The thing about historic preservation in Rome is that it is one of a very few cities that actually is constrained by archaeology that is worth preserving. Not many cities are both that old and that continuously built upon that there are just endless layers atop each other. The centre of Chinese power moved around too much for one city to build up quite so many layers. Osaka is like Rome, and there's Istanbul. The Greek cities don't have the medieval/Renaissance layers that Rome does. Even in Egypt, Cairo isn't all that crowded with archaeology (Alexandria is, though). Jerusalem is like this, so is Damascus. Baghdad has several thousand years less history. I'm sure I'm missing a couple, but we really are talking about a problem that applies to a single-digit number of cities in the world.
I have heard several stories about archaeologists working in Rome. One of the best was someone studying Roman altars, which you get at by ringing the bell of a stranger's apartment and saying: “Hello! I’m an archaeologist, and according to this list there’s a Roman sacrificial altar here?”. On one occasion, the response was "yes, it's in the basement behind the washing machine. Can you wait until my laundry finishes?". Resulting in the archaeologist having what she later described as one of the best coffees she had ever tasted while chatting with the local waiting for the washing machine to finish.
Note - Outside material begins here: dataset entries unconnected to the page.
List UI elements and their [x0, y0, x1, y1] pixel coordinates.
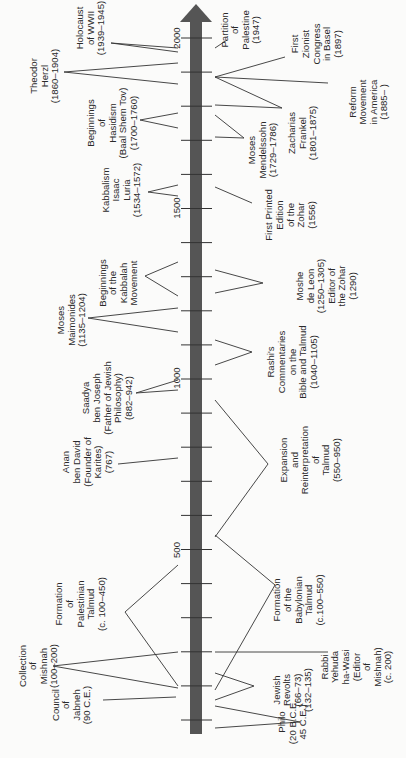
event-label-babylonian-talmud: Formationof theBabylonianTalmud(c.100–55… [271, 574, 324, 625]
event-label-line: (1290) [347, 272, 358, 300]
event-label-partition: PartitionofPalestine(1947) [219, 10, 262, 49]
event-label-line: Kabbalah [118, 263, 129, 304]
event-label-line: Anan [60, 451, 71, 473]
connector-anan [118, 458, 178, 464]
event-label-line: (1860–1904) [49, 49, 60, 103]
event-label-line: Reform [347, 86, 358, 117]
event-label-line: (1801–1875) [307, 106, 318, 160]
event-label-line: of [27, 662, 38, 670]
connector-expansion [215, 400, 268, 537]
event-label-line: of the [107, 271, 118, 295]
event-label-line: on the [287, 349, 298, 376]
connector-herzl [64, 63, 178, 84]
event-label-line: Talmud [303, 585, 314, 616]
event-label-line: Formation [271, 578, 282, 621]
event-label-line: Moses [55, 306, 66, 334]
connector-luria [148, 185, 178, 196]
event-label-line: Commentaries [276, 331, 287, 394]
event-label-line: of [60, 701, 71, 709]
event-label-line: Editor of [326, 268, 337, 304]
event-label-line: Rabbi [319, 654, 330, 679]
connector-maimonides [88, 308, 178, 332]
event-label-line: (1534–1572) [131, 163, 142, 217]
event-label-line: Edition [274, 200, 285, 229]
event-label-line: and [289, 452, 300, 468]
event-label-yehuda: RabbiYehudaha-Wasi(EditorofMishnah)(c. 2… [319, 647, 394, 686]
event-label-line: (1556) [306, 201, 317, 229]
axis-bar [190, 18, 202, 734]
event-label-kabbalah: Beginningsof theKabbalahMovement [97, 259, 140, 307]
event-label-line: Saadya [80, 381, 91, 414]
event-label-line: (1135–1204) [76, 293, 87, 347]
event-label-line: Palestine [240, 10, 251, 49]
event-label-line: Talmud [320, 445, 331, 476]
event-label-line: (882–942) [123, 376, 134, 420]
event-label-line: Formation [53, 582, 64, 625]
event-label-line: Partition [219, 12, 230, 47]
tick-label-500: 500 [171, 542, 182, 558]
connector-de-leon [215, 270, 263, 293]
event-label-line: Mishnah) [372, 647, 383, 686]
event-label-line: (550–950) [331, 438, 342, 482]
event-label-zohar-print: First PrintedEditionof theZohar(1556) [263, 189, 316, 241]
event-label-line: Movement [128, 260, 139, 305]
connector-revolts [215, 673, 254, 700]
event-label-line: of the [285, 203, 296, 227]
event-label-line: Holocaust [74, 6, 85, 49]
event-label-line: Philosophy) [112, 373, 123, 423]
event-label-line: Isaac [110, 178, 121, 201]
event-label-line: (100–200) [48, 644, 59, 688]
event-label-line: the Zohar [336, 265, 347, 307]
event-label-de-leon: Moshede Leon(1250–1305)Editor ofthe Zoha… [294, 259, 358, 313]
event-label-line: Movement [357, 79, 368, 124]
tick-label-2000: 2000 [171, 27, 182, 48]
event-label-line: Collection [17, 645, 28, 687]
event-label-line: First [289, 34, 300, 53]
event-label-line: Maimonides [66, 294, 77, 346]
event-label-line: Jabneh [71, 689, 82, 720]
event-label-line: Zionist [300, 30, 311, 59]
event-label-line: Expansion [278, 438, 289, 483]
event-label-line: (20 B.C.E. [287, 700, 298, 744]
connector-palestinian-talmud [125, 565, 178, 686]
event-label-line: (767) [103, 451, 114, 473]
event-label-line: (Founder of [82, 437, 93, 487]
event-label-palestinian-talmud: FormationofPalestinianTalmud(c. 100–450) [53, 577, 106, 631]
event-label-line: Yehuda [329, 650, 340, 683]
event-label-line: (Baal Shem Tov) [117, 88, 128, 159]
connector-jabneh [103, 697, 176, 700]
event-label-line: Luria [121, 179, 132, 201]
tick-label-1000: 1000 [171, 367, 182, 388]
event-label-line: Moses [246, 136, 257, 164]
connector-zohar-print [215, 187, 252, 203]
event-label-line: of [310, 456, 321, 464]
event-label-line: 45 C.E.) [297, 704, 308, 739]
event-label-line: Herzl [39, 65, 50, 87]
event-label-line: (90 C.E.) [81, 686, 92, 724]
event-label-line: in Basel [321, 27, 332, 61]
event-label-line: of [64, 600, 75, 608]
event-label-line: de Leon [305, 269, 316, 304]
event-label-line: of the [282, 588, 293, 612]
event-label-line: in America [368, 79, 379, 124]
event-label-line: Palestinian [75, 581, 86, 628]
event-label-line: Kabbalism [100, 168, 111, 213]
event-label-expansion: ExpansionandReinterpretationofTalmud(550… [278, 426, 342, 494]
event-label-line: of WWII [85, 11, 96, 45]
event-label-hasidism: BeginningsofHasidism(Baal Shem Tov)(1700… [85, 88, 138, 159]
event-label-line: ha-Wasi [340, 650, 351, 685]
connector-frankel [215, 77, 282, 108]
event-label-line: of [96, 119, 107, 127]
event-label-reform: ReformMovementin America(1885– ) [347, 79, 390, 124]
event-label-frankel: ZachariasFrankel(1801–1875) [286, 106, 318, 160]
event-label-line: Rashi's [265, 346, 276, 377]
event-label-line: Mishnah [38, 648, 49, 684]
time-axis [180, 4, 212, 734]
event-label-anan: Ananben David(Founder ofKarites)(767) [60, 437, 113, 487]
event-label-line: Babylonian [293, 576, 304, 623]
event-label-line: Philo [276, 711, 287, 732]
connector-hasidism [140, 113, 178, 128]
event-label-line: ben Joseph [91, 373, 102, 423]
event-label-line: (c. 100–450) [96, 577, 107, 631]
event-label-line: Karites) [92, 445, 103, 478]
>>>It’s maybe a consequence of the country’s architectural legacy lasting for thousands of years that while you do see massive investment in preserving old things, you don’t have hangups about the fact that the buildings across the street from the Colosseum don’t match the “neighborhood context” of the Flavian era.<<<
I never got this about the city design aesthetic in the US. And Matt's probably right: the Italians were building new styles on top of one another for centuries (or actually millennia) long before anybody ever heard of Robert Moses *or* Jane Jacobs. So they just got accustomed to an eclectic mix. It probably never occurred to them this might not be desirable, because that's the way it had always been.
Lack of eclectic mix—sameness—is bland. And yet in the States this blandness is not only tolerated but often *insisted* upon. Crazy.